Originally, they promised not to mandate airbags if a certain percentage of the states passed seat belt laws, hoping all 50 would scramble to meet the deadline. When the threshhold was reached and states like NH decided they didn't need to act, Washington considered using the withholding of highway funds to get the rest in line, then decided it would be easier just to go back on their promise and require airbags anyway.
 
thats not true, not at all, that is NOT the reason for hampshirites laws ... nor is it the reason some of the others have a no helmet law ...
however, it IS what they want you to perceive ...

Actually, in the case of NH, it may be a major motivator - theirs is one of the most libertarian state governments in the country.

On the other hand, Ohio's helmet law was overturned by a substantive due process challenge.
 
With all due respect (and completely off topic) that is not how Darwin saw it. Darwinian evolution has to do with the a change in the frequency of a particular trait (we now call gene) in the breeding population, which may have nothing to do with living or dying.

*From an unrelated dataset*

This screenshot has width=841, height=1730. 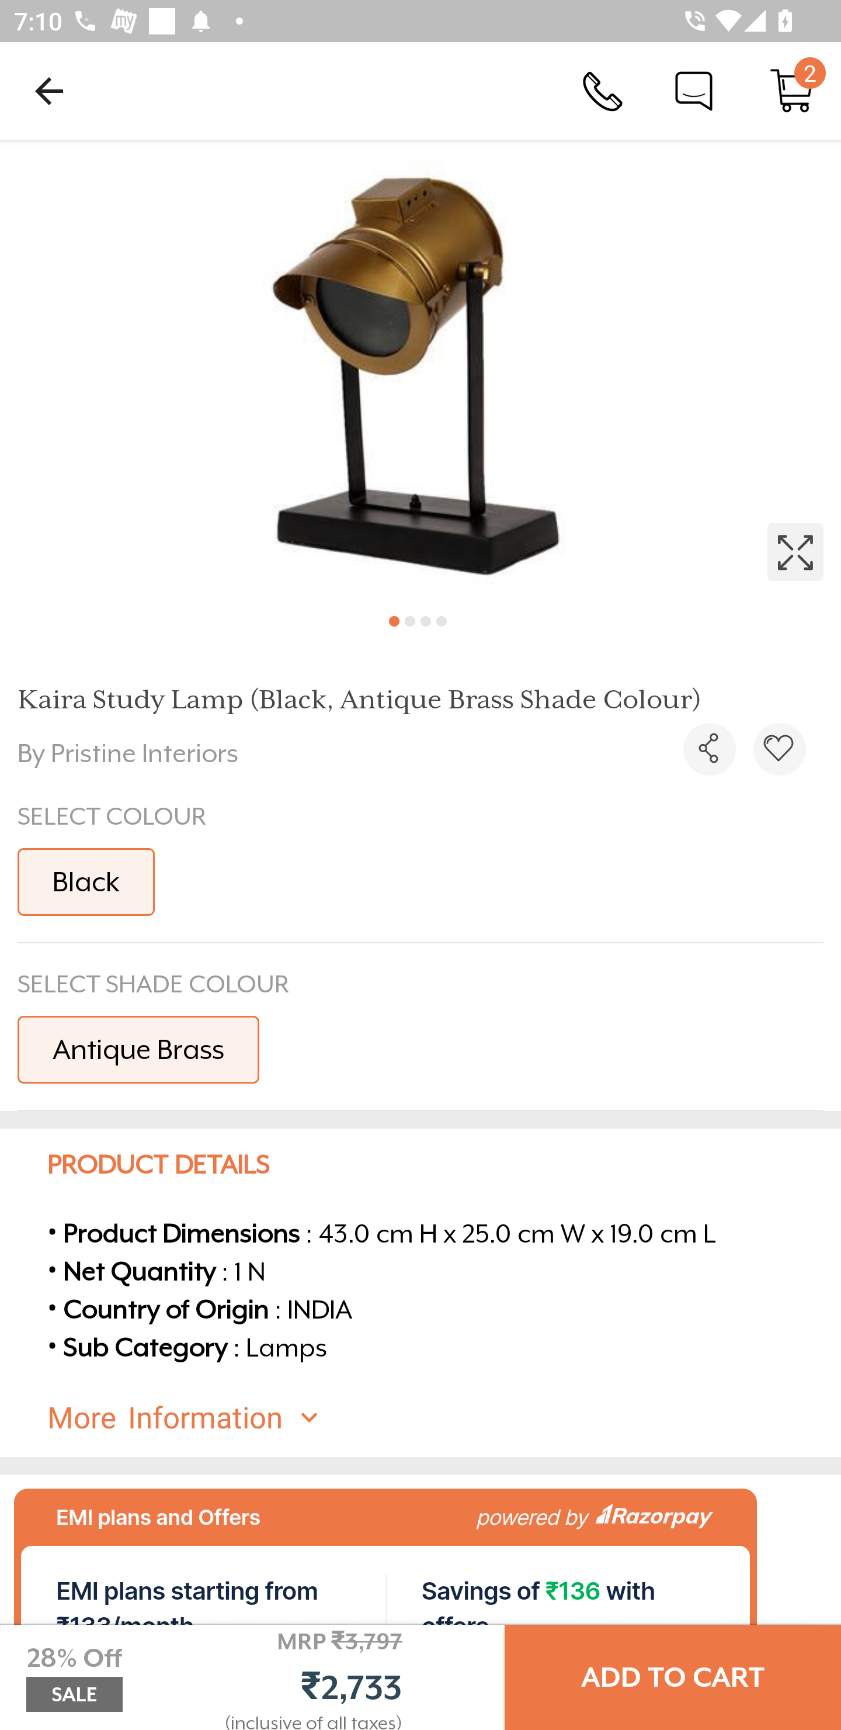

It has everything to do with living long enough to reproduce and not dying before successfully breeding. That, and/or the ability to make sure your offspring do the same.
 
If I may hijack a thread I started... Mike Judge says otherwise and I agree with him. Darwin says the fittest will survive. Smart != Fittest.

For most of primate evolution, smartest has been a good approximation of fittest, at least until we created societies that protect the stupid from their own choices.